Counting repetitive values

February 8, 2007

The counting method in the SQL Design Patterns book bursted into the following finale:

How about counting rows that are not necessarily distinct? This is where our method breaks. It is challenging to distinguish duplicate rows by purely logical means, so that various less “pure” counting methods were devised. They all, however, require extending the SQL syntactically, which was the beginning of slipping along the ever increasing language complexity slope.

Then, the discussion slips into SQL analytics extensions.

Yet, it is possible to adapt this counting method to general case. If we apply it as it is the the result looks somewhat puzzling:


select t.sal, count(*) from emp t, emp tt
where tt.sal <= t.sal
group by t.sal

 SAL   COUNT(*) 
 5000   18 
 3000   34 
 2975   15 
 2850   14 
 2450   13 
 1600   12 
 1500   11 
 1300   10 
 1250   18 
 1100   7 
 950   6 
 800   5 
 5   16 

How can there be 34 values less than 3000, when there are only 18 values less than 5000? The issue is clearly the duplicate value 3000, so my immediate reaction was to suggest switching to analytic query.

On afterthought, if salaries in the emp table contain duplicates, perhaps, we just fix that in the inline view? Here is the amended query:

with e as (
  select sal, count(1) dupl
  from emp
  group by sal
)
select t.sal, t.dupl, count(*)
from e t, e tt
where tt.sal <= t.sal
group by t.sal, t.dupl

This query, however, might not be what the original poster had in mind. It ask for “How many salaries are below any given salary“. This is little different from “How many employees have their salary below any given salary“. However, it is easy to adjust our query to this slight change in the requirement:

with e as (
  select sal, count(1) dupl
  from emp
  group by sal
)
select t.sal, t.dupl, count(*)
from e t, emp tt
where tt.sal <= t.sal
group by t.sal, t.dupl

In a word, the relational style query proved to be quite flexible. Arguably, it involves little thinking, whereas in SQL analytics world you just mindlessly plug in some magic function — if you are lucky to have one.

Next, there is a recurring performance argument. Analytic query iseems to be faster, but is it always the case?

Consider salary rank query of all the people in the department 10, or a single person in a big corporation. The self-join query is easily adjusted to the new requirements:

SELECT E1.ENAME, E1.SAL, COUNT(*) RNK
FROM EMP E1, EMP E2
WHERE E2.SAL <= E1.SAL
AND E1.ename = 'BLAKE'
GROUP BY E1.ENAME, E1.SAL

Here a reasonable execution strategy would be fetching employee called Blake by unique index scan, then finding all matching rows from table aliased E2, where full table scan is unavoidable. This has the same or better performance than analytics query, where the execution plan remains the same — scanning the full table, then filtering the data related to employee called Blake.

Furthermore, what if EMP is not actually a table but a view, how can we be sure that optimizer would be able to find all the optimizations that it can do in simple select-project-join-group by operation space? Moreover, we can easily accommodate the above query to the problem like

“What is the salary rank of Blake among all the employees in the department 40″

This query is legitimate even though Blake doesn’t belong to department 40, while in analytics case you would be forced to artificially add Blake to the department 40 before firing analytics query.

In a word, join is the most powerful operation in the relational algebra. It appears everywhere in the database and programming fields, even in places which you wouldn’t suspect to. You certainly know that set intersection and Cartesian product are joins and, probably, that the selection is join also; but are you aware that function invocation is join, and function composition is join as well? Recall that when relational model appeared many people were skeptical of the join operation performance. And then, couple decades later, some people insist that analytic solution solution which removed joins somehow “rocks”?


Work instructions:
What is the number of lines below that contain the string "Approvals"? Give it and nothing else.

Study material:
.....

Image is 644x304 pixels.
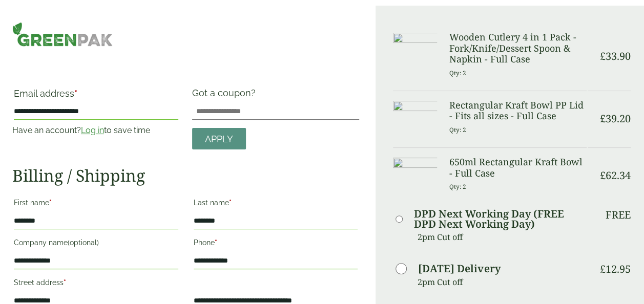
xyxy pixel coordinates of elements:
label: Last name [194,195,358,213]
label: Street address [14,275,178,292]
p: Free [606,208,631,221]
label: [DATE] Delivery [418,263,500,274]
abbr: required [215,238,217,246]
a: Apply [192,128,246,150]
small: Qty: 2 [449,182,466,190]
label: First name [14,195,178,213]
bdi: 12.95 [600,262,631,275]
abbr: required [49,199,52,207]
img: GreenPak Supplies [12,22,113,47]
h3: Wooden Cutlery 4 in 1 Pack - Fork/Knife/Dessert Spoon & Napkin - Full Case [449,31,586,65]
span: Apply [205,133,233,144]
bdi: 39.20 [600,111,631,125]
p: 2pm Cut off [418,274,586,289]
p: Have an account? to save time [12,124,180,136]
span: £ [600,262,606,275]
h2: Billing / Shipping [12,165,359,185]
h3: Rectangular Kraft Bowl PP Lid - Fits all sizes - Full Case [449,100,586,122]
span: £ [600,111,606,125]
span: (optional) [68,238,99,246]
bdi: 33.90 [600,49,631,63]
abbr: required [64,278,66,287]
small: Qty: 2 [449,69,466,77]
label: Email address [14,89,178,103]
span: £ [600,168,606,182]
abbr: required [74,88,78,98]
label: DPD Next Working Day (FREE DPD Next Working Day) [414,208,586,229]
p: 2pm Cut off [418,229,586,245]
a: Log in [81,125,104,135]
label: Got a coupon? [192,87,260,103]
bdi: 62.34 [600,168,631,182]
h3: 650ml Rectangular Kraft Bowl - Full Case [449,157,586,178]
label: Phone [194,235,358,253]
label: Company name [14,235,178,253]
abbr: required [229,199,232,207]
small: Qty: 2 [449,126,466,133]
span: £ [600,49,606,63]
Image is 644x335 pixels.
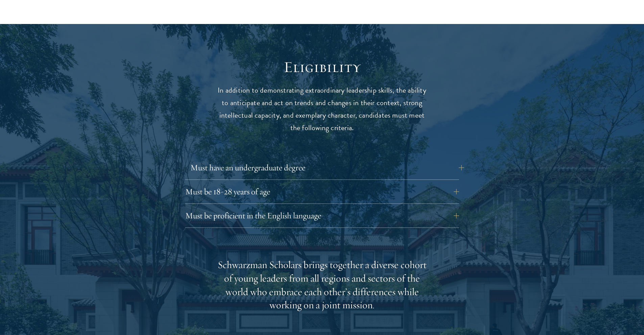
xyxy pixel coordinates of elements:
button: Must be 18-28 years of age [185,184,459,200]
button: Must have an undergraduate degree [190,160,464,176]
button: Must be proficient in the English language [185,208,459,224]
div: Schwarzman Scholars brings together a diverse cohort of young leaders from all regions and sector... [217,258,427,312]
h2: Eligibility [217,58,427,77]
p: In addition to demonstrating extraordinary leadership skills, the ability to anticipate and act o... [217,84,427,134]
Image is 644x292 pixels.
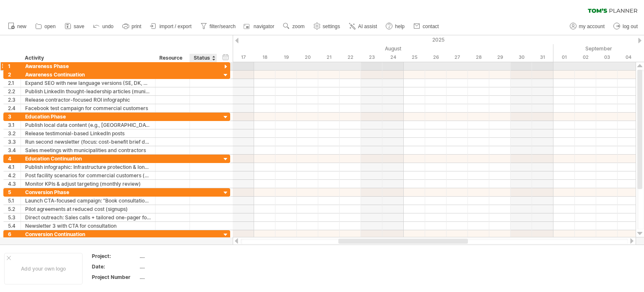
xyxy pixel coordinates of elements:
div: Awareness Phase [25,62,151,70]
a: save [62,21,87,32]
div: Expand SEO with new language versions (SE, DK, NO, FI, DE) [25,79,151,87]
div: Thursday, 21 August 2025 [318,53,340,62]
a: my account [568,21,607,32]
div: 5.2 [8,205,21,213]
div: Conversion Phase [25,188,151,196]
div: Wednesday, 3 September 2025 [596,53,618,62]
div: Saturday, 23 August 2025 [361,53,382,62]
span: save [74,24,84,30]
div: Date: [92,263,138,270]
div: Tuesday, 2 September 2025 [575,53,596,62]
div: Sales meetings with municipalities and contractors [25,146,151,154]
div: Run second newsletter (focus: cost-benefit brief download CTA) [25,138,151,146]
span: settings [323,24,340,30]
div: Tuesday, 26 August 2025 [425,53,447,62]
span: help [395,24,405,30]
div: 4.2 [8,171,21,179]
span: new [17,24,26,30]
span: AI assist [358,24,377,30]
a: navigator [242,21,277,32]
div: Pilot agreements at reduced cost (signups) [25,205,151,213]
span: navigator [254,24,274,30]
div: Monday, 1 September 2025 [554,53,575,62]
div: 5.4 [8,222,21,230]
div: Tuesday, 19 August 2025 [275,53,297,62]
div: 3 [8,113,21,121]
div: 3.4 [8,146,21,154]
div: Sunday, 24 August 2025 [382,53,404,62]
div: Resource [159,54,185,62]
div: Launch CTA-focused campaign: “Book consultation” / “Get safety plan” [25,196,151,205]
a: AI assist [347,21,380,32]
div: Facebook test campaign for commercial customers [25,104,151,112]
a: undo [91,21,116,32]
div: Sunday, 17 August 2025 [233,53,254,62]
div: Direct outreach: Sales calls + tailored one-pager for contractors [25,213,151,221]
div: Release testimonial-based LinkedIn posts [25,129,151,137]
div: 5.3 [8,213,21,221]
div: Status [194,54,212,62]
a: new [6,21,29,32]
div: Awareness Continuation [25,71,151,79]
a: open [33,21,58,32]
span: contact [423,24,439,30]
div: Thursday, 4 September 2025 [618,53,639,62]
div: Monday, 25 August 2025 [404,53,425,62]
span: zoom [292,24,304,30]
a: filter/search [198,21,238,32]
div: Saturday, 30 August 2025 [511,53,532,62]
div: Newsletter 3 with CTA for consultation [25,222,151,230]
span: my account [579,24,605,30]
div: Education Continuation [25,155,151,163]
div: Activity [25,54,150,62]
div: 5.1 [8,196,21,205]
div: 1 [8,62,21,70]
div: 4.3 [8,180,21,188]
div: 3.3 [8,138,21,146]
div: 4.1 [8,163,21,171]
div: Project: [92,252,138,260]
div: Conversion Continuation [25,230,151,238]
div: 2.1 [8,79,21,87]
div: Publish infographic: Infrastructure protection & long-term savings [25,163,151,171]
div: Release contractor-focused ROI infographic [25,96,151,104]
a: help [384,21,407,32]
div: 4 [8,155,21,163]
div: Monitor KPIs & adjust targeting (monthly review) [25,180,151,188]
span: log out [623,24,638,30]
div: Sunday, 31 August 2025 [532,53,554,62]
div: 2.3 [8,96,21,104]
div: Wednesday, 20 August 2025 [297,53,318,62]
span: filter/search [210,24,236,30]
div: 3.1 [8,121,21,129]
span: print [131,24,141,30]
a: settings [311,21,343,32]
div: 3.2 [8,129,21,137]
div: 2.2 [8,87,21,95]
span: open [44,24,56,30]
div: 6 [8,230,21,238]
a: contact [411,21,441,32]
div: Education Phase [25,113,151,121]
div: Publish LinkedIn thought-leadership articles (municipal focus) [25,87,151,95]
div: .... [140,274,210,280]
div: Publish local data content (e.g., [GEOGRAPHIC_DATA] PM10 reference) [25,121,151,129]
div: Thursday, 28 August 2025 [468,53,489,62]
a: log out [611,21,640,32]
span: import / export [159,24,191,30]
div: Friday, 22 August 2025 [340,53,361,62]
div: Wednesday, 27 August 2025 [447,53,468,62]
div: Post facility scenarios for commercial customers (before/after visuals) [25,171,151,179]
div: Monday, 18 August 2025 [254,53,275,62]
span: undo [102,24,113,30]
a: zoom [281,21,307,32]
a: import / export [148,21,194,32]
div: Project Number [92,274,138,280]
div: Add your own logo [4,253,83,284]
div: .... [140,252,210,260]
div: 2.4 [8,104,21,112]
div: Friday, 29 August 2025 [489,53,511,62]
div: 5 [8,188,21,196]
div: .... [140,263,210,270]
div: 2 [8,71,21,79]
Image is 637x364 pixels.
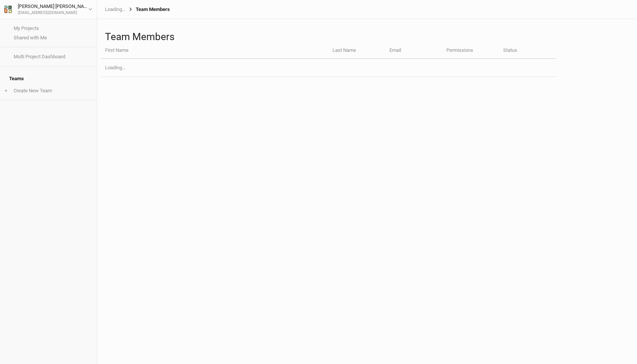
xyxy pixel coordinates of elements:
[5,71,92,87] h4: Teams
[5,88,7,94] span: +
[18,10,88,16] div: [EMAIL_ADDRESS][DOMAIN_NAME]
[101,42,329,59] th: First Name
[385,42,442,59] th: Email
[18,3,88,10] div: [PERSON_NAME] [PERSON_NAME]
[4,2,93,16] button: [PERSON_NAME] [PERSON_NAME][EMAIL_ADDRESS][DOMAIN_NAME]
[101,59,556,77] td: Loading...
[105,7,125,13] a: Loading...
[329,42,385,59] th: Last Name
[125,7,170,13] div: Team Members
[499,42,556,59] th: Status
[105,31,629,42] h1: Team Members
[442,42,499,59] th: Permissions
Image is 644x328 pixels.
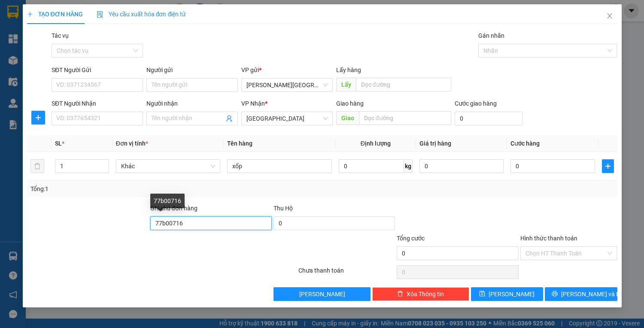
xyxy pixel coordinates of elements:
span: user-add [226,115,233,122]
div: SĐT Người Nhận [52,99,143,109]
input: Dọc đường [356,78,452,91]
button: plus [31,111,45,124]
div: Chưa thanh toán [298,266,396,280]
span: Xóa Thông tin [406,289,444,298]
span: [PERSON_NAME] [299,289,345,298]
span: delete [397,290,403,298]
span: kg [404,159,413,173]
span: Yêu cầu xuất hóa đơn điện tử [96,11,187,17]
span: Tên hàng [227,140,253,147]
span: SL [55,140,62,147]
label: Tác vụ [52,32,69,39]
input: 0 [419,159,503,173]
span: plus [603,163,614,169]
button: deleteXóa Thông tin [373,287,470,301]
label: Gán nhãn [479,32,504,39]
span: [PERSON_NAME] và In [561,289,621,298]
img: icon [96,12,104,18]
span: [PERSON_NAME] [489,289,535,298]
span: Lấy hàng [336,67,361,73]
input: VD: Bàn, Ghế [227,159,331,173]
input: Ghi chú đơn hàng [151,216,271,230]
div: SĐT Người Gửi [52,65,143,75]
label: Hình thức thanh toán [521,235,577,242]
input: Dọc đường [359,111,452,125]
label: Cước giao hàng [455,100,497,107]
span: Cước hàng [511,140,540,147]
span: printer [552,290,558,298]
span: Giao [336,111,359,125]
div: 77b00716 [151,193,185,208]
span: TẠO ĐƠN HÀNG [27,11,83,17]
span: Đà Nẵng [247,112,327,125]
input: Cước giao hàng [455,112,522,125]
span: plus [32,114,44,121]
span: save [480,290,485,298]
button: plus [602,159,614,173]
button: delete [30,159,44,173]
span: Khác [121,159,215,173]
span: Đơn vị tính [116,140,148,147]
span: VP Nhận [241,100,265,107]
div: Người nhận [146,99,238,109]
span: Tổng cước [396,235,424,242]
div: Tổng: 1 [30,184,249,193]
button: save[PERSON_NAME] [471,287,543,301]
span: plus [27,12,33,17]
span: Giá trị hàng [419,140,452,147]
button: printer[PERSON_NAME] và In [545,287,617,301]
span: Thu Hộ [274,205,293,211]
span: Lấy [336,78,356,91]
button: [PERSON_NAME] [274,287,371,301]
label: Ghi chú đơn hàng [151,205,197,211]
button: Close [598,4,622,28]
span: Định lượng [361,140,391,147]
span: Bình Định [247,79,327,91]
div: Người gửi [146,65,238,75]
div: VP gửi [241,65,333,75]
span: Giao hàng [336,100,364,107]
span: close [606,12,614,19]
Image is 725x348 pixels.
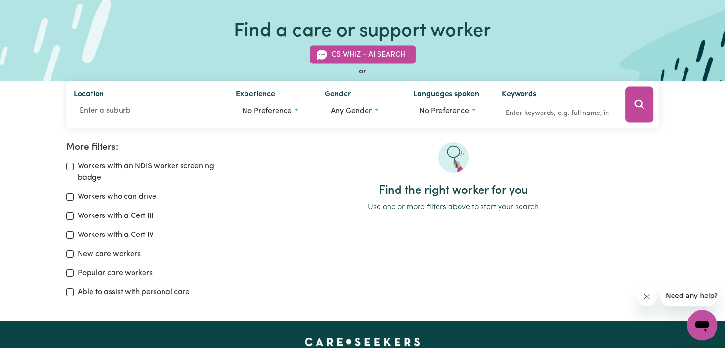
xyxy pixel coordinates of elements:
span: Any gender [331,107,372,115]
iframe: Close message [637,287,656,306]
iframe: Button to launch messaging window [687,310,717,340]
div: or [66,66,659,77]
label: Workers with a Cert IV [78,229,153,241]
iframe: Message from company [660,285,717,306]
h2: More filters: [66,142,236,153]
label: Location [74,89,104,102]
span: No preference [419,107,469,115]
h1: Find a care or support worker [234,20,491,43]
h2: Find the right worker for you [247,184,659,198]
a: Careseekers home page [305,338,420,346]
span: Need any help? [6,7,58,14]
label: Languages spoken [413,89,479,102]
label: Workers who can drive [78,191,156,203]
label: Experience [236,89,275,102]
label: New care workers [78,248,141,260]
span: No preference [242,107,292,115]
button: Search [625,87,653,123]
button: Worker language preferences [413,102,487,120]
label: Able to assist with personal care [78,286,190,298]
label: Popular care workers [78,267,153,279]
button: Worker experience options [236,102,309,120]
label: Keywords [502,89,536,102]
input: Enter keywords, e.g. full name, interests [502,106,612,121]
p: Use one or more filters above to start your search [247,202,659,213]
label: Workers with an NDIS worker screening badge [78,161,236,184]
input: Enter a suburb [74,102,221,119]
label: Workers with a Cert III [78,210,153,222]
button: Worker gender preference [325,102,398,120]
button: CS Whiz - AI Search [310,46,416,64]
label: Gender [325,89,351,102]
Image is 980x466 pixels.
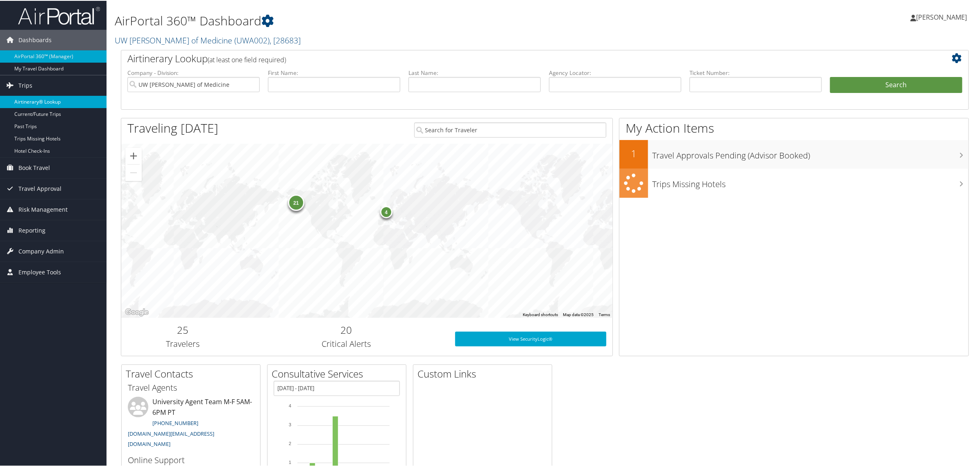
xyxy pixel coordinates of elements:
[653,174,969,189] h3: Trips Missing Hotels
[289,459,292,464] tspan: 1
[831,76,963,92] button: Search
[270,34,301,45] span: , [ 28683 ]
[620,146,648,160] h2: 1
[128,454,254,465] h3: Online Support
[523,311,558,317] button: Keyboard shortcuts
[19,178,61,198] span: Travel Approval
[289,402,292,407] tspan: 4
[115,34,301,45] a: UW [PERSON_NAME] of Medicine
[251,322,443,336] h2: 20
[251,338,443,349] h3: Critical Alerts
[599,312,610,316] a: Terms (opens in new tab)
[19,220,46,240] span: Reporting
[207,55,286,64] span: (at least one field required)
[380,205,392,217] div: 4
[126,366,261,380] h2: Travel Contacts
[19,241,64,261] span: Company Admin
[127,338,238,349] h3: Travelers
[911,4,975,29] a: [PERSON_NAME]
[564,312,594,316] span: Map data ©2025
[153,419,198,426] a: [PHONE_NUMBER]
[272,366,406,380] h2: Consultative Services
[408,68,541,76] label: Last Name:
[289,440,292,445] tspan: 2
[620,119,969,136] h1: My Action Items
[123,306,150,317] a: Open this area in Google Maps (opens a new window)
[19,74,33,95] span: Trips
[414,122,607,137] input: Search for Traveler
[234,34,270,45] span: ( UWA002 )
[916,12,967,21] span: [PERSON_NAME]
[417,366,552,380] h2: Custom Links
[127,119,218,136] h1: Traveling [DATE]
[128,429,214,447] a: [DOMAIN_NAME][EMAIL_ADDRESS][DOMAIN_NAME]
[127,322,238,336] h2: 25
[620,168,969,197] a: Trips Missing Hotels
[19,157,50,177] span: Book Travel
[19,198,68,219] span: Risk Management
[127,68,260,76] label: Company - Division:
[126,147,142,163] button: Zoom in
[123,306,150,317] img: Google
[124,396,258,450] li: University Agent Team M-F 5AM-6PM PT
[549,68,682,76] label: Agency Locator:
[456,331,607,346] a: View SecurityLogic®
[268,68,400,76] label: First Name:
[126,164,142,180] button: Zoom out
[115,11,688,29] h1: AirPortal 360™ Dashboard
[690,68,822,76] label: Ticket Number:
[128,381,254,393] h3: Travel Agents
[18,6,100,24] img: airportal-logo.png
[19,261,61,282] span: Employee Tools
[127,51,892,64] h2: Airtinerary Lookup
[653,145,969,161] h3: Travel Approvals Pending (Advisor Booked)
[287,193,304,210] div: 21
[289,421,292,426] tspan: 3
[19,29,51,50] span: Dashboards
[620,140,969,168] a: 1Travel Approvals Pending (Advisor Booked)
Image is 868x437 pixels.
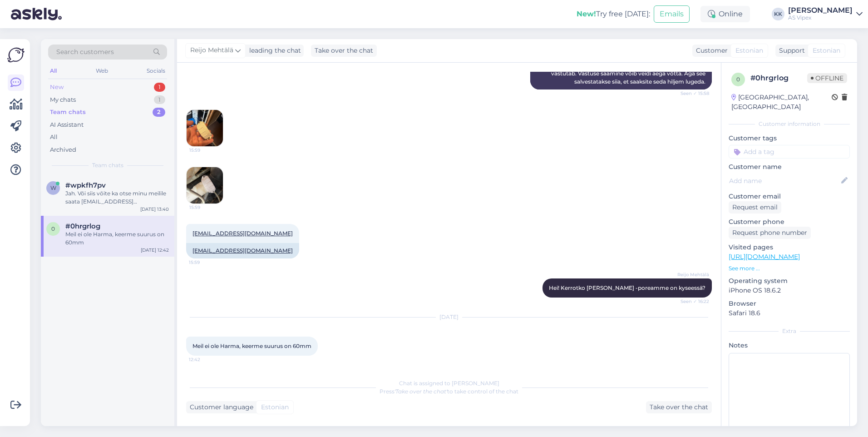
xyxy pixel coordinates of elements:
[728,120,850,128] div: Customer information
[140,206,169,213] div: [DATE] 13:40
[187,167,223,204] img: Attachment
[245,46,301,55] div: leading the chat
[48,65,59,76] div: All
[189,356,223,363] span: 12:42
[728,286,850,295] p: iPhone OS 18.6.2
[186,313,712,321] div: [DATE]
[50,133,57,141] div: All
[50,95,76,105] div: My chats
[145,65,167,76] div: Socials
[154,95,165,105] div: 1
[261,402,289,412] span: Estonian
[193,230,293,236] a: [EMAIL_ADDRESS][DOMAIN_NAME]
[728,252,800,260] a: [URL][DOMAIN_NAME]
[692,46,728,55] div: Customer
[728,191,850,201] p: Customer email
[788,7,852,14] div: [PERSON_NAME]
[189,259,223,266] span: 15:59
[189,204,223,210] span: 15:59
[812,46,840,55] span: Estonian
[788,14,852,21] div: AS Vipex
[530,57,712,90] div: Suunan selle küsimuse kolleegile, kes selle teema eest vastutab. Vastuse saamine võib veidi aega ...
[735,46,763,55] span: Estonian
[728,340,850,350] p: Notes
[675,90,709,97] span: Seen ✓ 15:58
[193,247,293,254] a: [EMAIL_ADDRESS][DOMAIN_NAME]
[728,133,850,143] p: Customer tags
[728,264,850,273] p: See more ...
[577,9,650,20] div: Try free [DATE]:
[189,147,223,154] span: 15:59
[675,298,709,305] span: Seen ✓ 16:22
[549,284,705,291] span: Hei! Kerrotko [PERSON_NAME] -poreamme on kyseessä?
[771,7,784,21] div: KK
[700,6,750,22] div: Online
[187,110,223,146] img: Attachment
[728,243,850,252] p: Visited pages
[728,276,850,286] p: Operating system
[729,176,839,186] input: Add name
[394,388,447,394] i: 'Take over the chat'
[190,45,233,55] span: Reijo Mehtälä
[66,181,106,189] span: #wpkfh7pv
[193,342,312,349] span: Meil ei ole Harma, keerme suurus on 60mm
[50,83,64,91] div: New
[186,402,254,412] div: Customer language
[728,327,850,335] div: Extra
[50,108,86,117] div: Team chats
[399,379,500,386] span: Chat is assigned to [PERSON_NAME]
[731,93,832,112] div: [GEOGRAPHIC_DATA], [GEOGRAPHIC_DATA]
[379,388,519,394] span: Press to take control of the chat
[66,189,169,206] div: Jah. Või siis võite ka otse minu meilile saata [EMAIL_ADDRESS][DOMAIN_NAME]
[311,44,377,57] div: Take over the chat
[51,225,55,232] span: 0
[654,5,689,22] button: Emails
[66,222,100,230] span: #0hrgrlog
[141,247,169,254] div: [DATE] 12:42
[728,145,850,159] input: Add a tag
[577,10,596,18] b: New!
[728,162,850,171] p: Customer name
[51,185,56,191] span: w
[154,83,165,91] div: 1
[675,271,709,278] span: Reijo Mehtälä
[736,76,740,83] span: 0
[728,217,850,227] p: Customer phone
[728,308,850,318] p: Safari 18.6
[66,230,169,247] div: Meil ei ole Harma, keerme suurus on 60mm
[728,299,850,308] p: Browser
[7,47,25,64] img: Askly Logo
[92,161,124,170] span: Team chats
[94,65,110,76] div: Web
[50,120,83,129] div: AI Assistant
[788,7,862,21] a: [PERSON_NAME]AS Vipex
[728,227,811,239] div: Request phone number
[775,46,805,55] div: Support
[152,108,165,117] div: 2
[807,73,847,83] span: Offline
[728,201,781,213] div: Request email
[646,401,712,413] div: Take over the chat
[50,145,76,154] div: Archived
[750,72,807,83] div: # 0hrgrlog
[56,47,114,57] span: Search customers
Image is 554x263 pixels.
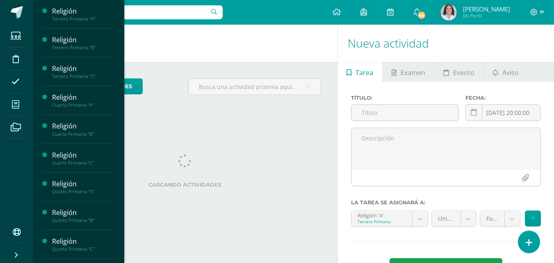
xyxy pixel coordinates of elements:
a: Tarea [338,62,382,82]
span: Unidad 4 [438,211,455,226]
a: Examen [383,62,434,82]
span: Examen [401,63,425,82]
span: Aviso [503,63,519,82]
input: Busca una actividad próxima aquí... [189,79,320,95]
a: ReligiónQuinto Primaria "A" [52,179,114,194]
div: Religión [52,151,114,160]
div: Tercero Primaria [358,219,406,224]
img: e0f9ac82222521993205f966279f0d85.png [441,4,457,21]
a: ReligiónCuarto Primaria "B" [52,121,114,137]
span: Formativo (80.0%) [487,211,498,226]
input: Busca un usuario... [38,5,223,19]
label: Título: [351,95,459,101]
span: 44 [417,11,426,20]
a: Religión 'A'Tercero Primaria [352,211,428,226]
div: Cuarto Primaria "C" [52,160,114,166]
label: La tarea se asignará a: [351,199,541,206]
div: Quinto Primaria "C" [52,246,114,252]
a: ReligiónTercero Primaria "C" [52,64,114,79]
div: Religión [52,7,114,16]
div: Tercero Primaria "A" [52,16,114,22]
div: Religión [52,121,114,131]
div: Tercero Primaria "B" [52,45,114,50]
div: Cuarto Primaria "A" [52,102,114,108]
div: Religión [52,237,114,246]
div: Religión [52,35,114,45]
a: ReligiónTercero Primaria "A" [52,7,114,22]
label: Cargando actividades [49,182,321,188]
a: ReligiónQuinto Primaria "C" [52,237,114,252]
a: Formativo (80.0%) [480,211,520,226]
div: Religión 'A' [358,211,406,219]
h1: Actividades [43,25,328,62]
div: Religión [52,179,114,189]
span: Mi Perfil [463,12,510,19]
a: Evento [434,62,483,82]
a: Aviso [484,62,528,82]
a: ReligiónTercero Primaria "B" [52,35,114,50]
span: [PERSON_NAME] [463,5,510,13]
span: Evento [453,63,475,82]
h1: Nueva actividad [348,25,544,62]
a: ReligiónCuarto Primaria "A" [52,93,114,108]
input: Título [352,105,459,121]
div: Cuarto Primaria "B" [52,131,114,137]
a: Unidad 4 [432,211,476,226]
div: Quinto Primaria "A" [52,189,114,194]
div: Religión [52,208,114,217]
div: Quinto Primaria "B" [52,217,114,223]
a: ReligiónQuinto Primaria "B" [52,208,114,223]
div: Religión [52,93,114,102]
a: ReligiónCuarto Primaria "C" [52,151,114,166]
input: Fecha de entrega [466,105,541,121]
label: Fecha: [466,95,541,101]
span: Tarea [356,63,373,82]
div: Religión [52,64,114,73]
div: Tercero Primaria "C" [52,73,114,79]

.....

Solution:
2